The Curse of Knowledge
Does your development team:
- Have similar types of software and hardware expertise?
- Know your product better than most of your customers?
- Wonder why the rest of the company “doesn’t get it”?
If so, your team’s high levels of skill may just get in the way of great innovations. It’s called “the Curse of Knowledge.”
Check out this article in the New York Times called “Innovative Minds Don’t Think Alike", and then consider about your development team. According to Dan and Chip Heath, authors of a very enjoyable book called “Make to Stick: Why Some Ideas Survive and Other’s Die”, the curse of knowledge is why engineers design products that only other engineers can use. (Otherwise known as why the remote control has 52 buttons.)
According to the article, Chip Heath says:
You have to bring together people with a variety of skills. If those people can’t communicate clearly with one another, innovation gets bogged down in the abstract language of specialization and expertise. “It’s kind of like the ugly American tourist trying to get across an idea in another country by speaking English slowly and more loudly,” he says. “You’ve got to find the common connections.”
In “Innovation Killer: How What We Know Limits What We Can Imagine – and What Smart Companies Are Doing About It,” Cynthia Barton Rabe describes what she calls “zero gravity thinkers” who are corporate outsiders, smart and skilled but with non-identical skills. She says they are very useful at keeping creativity and innovation on track by looking at the problem and opportunity from new angles.
“Look for people with renaissance-thinker tendencies, who’ve done work in a related area but not in your specific field,” she says. “Make it possible for someone who doesn’t report directly to that area to come in and say the emperor has no clothes.”
For me, this article highlights the value of the Persona within an organization. Maybe the Persona is a renaissance idea. A solid Persona will certainly show whether or not the emperor has clothes and will then provide a clear language for communication. While you may need a "zero gravity thinker" to help you develop your Persona, it can save you from the curse.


EXERCISE AIM | Below is a set of entries; copy all of them exactly.

SUPPLIED RECORDS |

[Start of section]

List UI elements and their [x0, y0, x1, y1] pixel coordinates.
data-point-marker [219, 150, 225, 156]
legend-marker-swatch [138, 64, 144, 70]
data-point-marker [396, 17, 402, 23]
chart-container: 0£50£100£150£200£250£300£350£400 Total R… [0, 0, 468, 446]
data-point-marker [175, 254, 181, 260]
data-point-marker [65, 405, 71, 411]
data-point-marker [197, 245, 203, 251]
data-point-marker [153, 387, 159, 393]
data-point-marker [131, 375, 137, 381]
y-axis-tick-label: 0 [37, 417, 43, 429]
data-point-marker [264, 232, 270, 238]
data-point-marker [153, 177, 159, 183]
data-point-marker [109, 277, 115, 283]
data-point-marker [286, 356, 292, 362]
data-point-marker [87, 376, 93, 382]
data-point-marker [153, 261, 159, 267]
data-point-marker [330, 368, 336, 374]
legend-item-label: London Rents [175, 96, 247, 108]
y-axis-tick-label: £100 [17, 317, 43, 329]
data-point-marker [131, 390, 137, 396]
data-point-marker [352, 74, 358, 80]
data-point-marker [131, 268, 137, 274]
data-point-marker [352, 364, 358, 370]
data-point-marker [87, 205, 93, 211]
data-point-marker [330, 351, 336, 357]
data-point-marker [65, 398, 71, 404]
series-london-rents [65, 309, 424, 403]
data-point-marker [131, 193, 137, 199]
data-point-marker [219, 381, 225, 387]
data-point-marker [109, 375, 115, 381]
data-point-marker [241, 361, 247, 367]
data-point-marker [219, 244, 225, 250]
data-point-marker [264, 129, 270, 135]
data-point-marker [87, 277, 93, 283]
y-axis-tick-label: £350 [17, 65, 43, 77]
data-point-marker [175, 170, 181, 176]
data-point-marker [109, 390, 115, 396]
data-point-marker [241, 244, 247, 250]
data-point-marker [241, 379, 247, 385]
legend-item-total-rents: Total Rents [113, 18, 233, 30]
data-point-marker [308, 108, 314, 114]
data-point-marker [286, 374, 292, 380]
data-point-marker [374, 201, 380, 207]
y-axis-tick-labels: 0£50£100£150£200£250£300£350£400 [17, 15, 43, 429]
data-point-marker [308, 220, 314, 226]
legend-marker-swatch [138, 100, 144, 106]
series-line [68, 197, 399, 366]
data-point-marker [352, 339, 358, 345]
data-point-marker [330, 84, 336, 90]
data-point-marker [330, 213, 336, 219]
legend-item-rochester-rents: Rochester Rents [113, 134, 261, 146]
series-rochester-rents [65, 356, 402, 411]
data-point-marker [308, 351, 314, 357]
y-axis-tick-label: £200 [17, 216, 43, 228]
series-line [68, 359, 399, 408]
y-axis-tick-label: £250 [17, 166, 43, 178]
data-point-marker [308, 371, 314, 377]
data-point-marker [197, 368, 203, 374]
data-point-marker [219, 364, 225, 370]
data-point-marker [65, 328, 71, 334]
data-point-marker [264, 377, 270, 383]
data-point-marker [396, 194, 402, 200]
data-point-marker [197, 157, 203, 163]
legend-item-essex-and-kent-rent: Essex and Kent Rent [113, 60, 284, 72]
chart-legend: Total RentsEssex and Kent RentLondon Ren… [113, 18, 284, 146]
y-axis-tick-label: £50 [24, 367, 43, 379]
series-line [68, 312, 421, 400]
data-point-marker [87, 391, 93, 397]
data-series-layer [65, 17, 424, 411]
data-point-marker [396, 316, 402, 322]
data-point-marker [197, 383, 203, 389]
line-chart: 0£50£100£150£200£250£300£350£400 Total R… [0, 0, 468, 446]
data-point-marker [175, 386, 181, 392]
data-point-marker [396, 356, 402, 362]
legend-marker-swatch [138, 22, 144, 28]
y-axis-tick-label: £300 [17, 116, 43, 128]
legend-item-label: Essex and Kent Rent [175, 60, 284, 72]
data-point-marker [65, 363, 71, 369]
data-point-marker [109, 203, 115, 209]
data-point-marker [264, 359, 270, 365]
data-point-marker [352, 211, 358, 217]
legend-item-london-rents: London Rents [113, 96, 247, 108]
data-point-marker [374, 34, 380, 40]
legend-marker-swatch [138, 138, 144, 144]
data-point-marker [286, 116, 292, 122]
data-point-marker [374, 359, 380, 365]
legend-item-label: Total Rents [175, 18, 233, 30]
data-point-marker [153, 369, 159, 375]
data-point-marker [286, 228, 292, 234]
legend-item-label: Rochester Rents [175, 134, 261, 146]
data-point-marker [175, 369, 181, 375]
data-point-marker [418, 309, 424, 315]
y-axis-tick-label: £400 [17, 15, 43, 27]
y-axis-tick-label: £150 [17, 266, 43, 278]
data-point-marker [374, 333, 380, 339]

[End of section]

RESPONSE |
List UI elements and their [x0, y0, x1, y1] pixel coordinates.
data-point-marker [219, 150, 225, 156]
legend-marker-swatch [138, 64, 144, 70]
data-point-marker [396, 17, 402, 23]
chart-container: 0£50£100£150£200£250£300£350£400 Total R… [0, 0, 468, 446]
data-point-marker [175, 254, 181, 260]
data-point-marker [65, 405, 71, 411]
data-point-marker [197, 245, 203, 251]
data-point-marker [153, 387, 159, 393]
data-point-marker [131, 375, 137, 381]
y-axis-tick-label: 0 [37, 417, 43, 429]
data-point-marker [264, 232, 270, 238]
data-point-marker [153, 177, 159, 183]
data-point-marker [109, 277, 115, 283]
data-point-marker [286, 356, 292, 362]
data-point-marker [87, 376, 93, 382]
data-point-marker [153, 261, 159, 267]
data-point-marker [330, 368, 336, 374]
legend-item-label: London Rents [175, 96, 247, 108]
y-axis-tick-label: £100 [17, 317, 43, 329]
data-point-marker [131, 390, 137, 396]
data-point-marker [352, 74, 358, 80]
data-point-marker [131, 268, 137, 274]
data-point-marker [352, 364, 358, 370]
data-point-marker [87, 205, 93, 211]
data-point-marker [330, 351, 336, 357]
data-point-marker [65, 398, 71, 404]
series-london-rents [65, 309, 424, 403]
data-point-marker [131, 193, 137, 199]
data-point-marker [219, 381, 225, 387]
data-point-marker [109, 375, 115, 381]
data-point-marker [241, 361, 247, 367]
data-point-marker [219, 244, 225, 250]
data-point-marker [264, 129, 270, 135]
data-point-marker [87, 277, 93, 283]
y-axis-tick-label: £350 [17, 65, 43, 77]
data-point-marker [175, 170, 181, 176]
data-point-marker [109, 390, 115, 396]
data-point-marker [241, 244, 247, 250]
data-point-marker [241, 379, 247, 385]
legend-item-total-rents: Total Rents [113, 18, 233, 30]
data-point-marker [308, 108, 314, 114]
data-point-marker [286, 374, 292, 380]
data-point-marker [374, 201, 380, 207]
y-axis-tick-labels: 0£50£100£150£200£250£300£350£400 [17, 15, 43, 429]
data-point-marker [308, 220, 314, 226]
legend-marker-swatch [138, 100, 144, 106]
series-line [68, 197, 399, 366]
data-point-marker [352, 339, 358, 345]
data-point-marker [330, 84, 336, 90]
data-point-marker [330, 213, 336, 219]
legend-item-rochester-rents: Rochester Rents [113, 134, 261, 146]
series-rochester-rents [65, 356, 402, 411]
data-point-marker [308, 351, 314, 357]
y-axis-tick-label: £200 [17, 216, 43, 228]
series-line [68, 359, 399, 408]
y-axis-tick-label: £250 [17, 166, 43, 178]
data-point-marker [308, 371, 314, 377]
data-point-marker [197, 368, 203, 374]
data-point-marker [219, 364, 225, 370]
data-point-marker [65, 328, 71, 334]
data-point-marker [264, 377, 270, 383]
data-point-marker [396, 194, 402, 200]
data-point-marker [197, 157, 203, 163]
legend-item-essex-and-kent-rent: Essex and Kent Rent [113, 60, 284, 72]
chart-legend: Total RentsEssex and Kent RentLondon Ren… [113, 18, 284, 146]
y-axis-tick-label: £50 [24, 367, 43, 379]
series-line [68, 312, 421, 400]
data-point-marker [87, 391, 93, 397]
data-series-layer [65, 17, 424, 411]
data-point-marker [396, 316, 402, 322]
data-point-marker [197, 383, 203, 389]
line-chart: 0£50£100£150£200£250£300£350£400 Total R… [0, 0, 468, 446]
data-point-marker [175, 386, 181, 392]
data-point-marker [396, 356, 402, 362]
legend-marker-swatch [138, 22, 144, 28]
y-axis-tick-label: £300 [17, 116, 43, 128]
legend-item-label: Essex and Kent Rent [175, 60, 284, 72]
data-point-marker [65, 363, 71, 369]
data-point-marker [109, 203, 115, 209]
data-point-marker [264, 359, 270, 365]
data-point-marker [352, 211, 358, 217]
legend-item-london-rents: London Rents [113, 96, 247, 108]
data-point-marker [374, 34, 380, 40]
legend-marker-swatch [138, 138, 144, 144]
data-point-marker [286, 116, 292, 122]
data-point-marker [374, 359, 380, 365]
legend-item-label: Total Rents [175, 18, 233, 30]
data-point-marker [153, 369, 159, 375]
data-point-marker [286, 228, 292, 234]
legend-item-label: Rochester Rents [175, 134, 261, 146]
data-point-marker [175, 369, 181, 375]
data-point-marker [418, 309, 424, 315]
y-axis-tick-label: £400 [17, 15, 43, 27]
y-axis-tick-label: £150 [17, 266, 43, 278]
data-point-marker [374, 333, 380, 339]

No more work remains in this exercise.